Advocates for homeless to stay at former Sutter hospital site

About 20 homeless people and their advocates will be sleeping at the Chanate Road site this week to call attention to the county’s decision not to use the property as emergency housing.|

On Saturday, two days before the Martin Luther King, Jr. Day protest and teach-in event that they had been planning for months, organizers with Homeless Action got a call from Sonoma County officials.

The group was planning to set up a temporary camp on the 117-acre county-owned Chanate Road property, the former site of Sutter Medical Center. The goal was to call attention to the county’s decision not to use the former hospital as emergency housing for homeless people.

But officials told organizers that county regulations prohibited the camp.

Instead, the county offered the use of a building on the former hospital campus called The Rotunda, which was once used for prenatal classes.

The group considered rejecting the offer and pitching their tents anyway, said Adrienne Lauby of Homeless Action.

“We want to make a point, and it’s easier to make a point out in the solid rain than in a building,” she said. “But it’s also good not to upset people if it’s not necessary, and we have some people who are fragile and sick, and that factored into it.”

So Monday night, Lauby, a Cotati resident, and about 20 others, roughly a quarter of whom are homeless, gathered in The Rotunda.

Sleeping gear was pushed against the walls. Hot food was on a table and agendas for the teach-in, to be held Tuesday, lay around.

Protest signs read: “Inclusionary housing long overdue” and “Help I’m freezing! We need shelter now. Please don’t let me die this winter.”

Among the group was Migdalia Vasquez-Howard, 52, who works part-time at Costco in Rohnert Park - a disability prevents her from working more - and has lived in her car with her dogs since August. The soaring prices in the North Bay rental market have defeated her efforts to find an apartment, she said.

“I’ve tried and tried to find a place but they want three times the rent to move in, or they want perfect credit, which I don’t have because I’m on disability,” she said.

She makes too much to qualify for federal housing vouchers, she said, and too little to qualify for the income requirements landlords are seeking.

“I’ve cried; trust me, I’ve cried,” she said.

Outside the room, the large, mostly empty old hospital buildings stood dark, the focus of the group’s ire.

“I think it’s ethically wrong, when you have 2,000 people sleeping without shelter, to tear down usable buildings,” Lauby said. “Even if we collectively decide to demolish them, until then we should use them” as emergency housing.

The property, which Sutter vacated in 2014, is slated for an as-yet-undefined development, which county supervisors want to include affordable housing, commercial and retail space with walking trails and other amenities.

Supervisors in August signed off on a proposal to sell or lease the property. They also ruled out using the buildings temporarily.

“When we finally came down to it, it was prohibitively expensive to use even part of the building temporarily,” Supervisor Susan Gorin said Monday.

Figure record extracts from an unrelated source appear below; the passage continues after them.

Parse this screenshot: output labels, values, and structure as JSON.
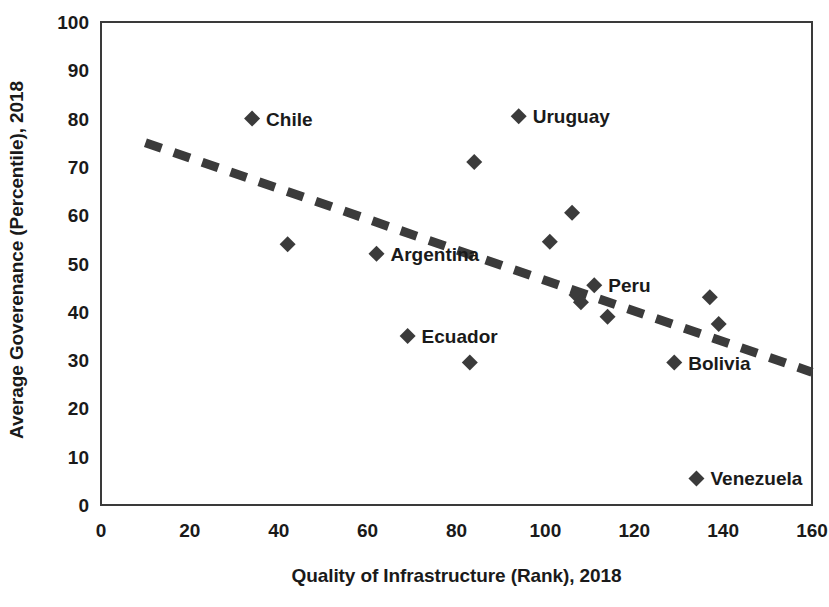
{
  "chart_data": {
    "type": "scatter",
    "title": "",
    "xlabel": "Quality of Infrastructure (Rank), 2018",
    "ylabel": "Average Goverenance (Percentile), 2018",
    "xlim": [
      0,
      160
    ],
    "ylim": [
      0,
      100
    ],
    "xticks": [
      "0",
      "20",
      "40",
      "60",
      "80",
      "100",
      "120",
      "140",
      "160"
    ],
    "yticks": [
      "0",
      "10",
      "20",
      "30",
      "40",
      "50",
      "60",
      "70",
      "80",
      "90",
      "100"
    ],
    "grid": false,
    "legend": "none",
    "marker_shape": "diamond",
    "marker_color": "#3b3b3b",
    "points": [
      {
        "label": "Chile",
        "x": 34,
        "y": 80.0,
        "label_side": "right"
      },
      {
        "label": "",
        "x": 42,
        "y": 54.0,
        "label_side": "none"
      },
      {
        "label": "Argentina",
        "x": 62,
        "y": 52.0,
        "label_side": "right"
      },
      {
        "label": "Ecuador",
        "x": 69,
        "y": 35.0,
        "label_side": "right"
      },
      {
        "label": "",
        "x": 83,
        "y": 29.5,
        "label_side": "none"
      },
      {
        "label": "",
        "x": 84,
        "y": 71.0,
        "label_side": "none"
      },
      {
        "label": "Uruguay",
        "x": 94,
        "y": 80.5,
        "label_side": "right"
      },
      {
        "label": "",
        "x": 101,
        "y": 54.5,
        "label_side": "none"
      },
      {
        "label": "",
        "x": 106,
        "y": 60.5,
        "label_side": "none"
      },
      {
        "label": "",
        "x": 107,
        "y": 43.5,
        "label_side": "none"
      },
      {
        "label": "",
        "x": 108,
        "y": 42.0,
        "label_side": "none"
      },
      {
        "label": "Peru",
        "x": 111,
        "y": 45.5,
        "label_side": "right"
      },
      {
        "label": "",
        "x": 114,
        "y": 39.0,
        "label_side": "none"
      },
      {
        "label": "Bolivia",
        "x": 129,
        "y": 29.5,
        "label_side": "right"
      },
      {
        "label": "Venezuela",
        "x": 134,
        "y": 5.5,
        "label_side": "right"
      },
      {
        "label": "",
        "x": 137,
        "y": 43.0,
        "label_side": "none"
      },
      {
        "label": "",
        "x": 139,
        "y": 37.5,
        "label_side": "none"
      }
    ],
    "trendline": {
      "style": "dashed",
      "color": "#3b3b3b",
      "x_start": 10,
      "y_start": 75.0,
      "x_end": 160,
      "y_end": 27.5
    }
  }
}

“As much as I was hopeful going into the process, that convinced me it was unlikely that groups or even a developer would be able to subdivide the hospital and use it,” Gorin said, referring to a consultant’s study that found extensive heating, electrical, plumbing and ventilation problems in the buildings.

“I understand that they want to use the hospital, but we could just not figure out how to make it work,” she said of Homeless Action.

Others at The Rotunda didn’t buy it.

“You could provide hundreds of people with a clean, warm place to live and the social services could have access to them to provide care to those who wanted it,” said Mike Mugridge of Rohnert Park, a real estate agent. “It’s a shame to waste the functionality of these buildings.”

Monday’s gathering, and Tuesday’s teach-in, are part of a broader effort to call attention to homelessness through advocacy and actions such as the establishment in September of Camp Michela on a West College Avenue property owned by the Sonoma County Water Agency.

The camp, now relocated to Roseland, was named for Michela Wooldridge, a homeless single mother who was slain just days before she was to receive a space at the Sam Jones Hall shelter in 2012.

That advocacy, led largely by Homeless Action, has helped push county and Santa Rosa officials to a series of actions. Those have included establishing safe-parking areas for homeless people to sleep in their vehicles, funding outreach teams, and, most significantly, launching a $110 million plan to create affordable housing for 2,000 chronically homeless people.

People at The Rotunda on Monday gave those efforts their due.

“It’s all positive. There are some really neat, innovative programs that the county has started or is supporting,” said Eric Straatsma of Windsor.

But more needs to be done, others said.

“We want to highlight that the county and Santa Rosa have done some good things, but that’s not enough. There’s still a lot that needs to be done,” said Gerry LaLonde-Berg, a county social worker.

On Monday, the question remained about whether the gathering had assumed a diminished profile by being moved inside. But Lauby said she hoped the opening of the facility for the group signaled a willingness by the county “to tolerate strong disagreement.”

“We’d like to stay on good terms, but we strongly disagree with their plans for the Chanate campus,” she said. “They basically have said come into their structure and their buildings, and we’re not changing what we’re saying.”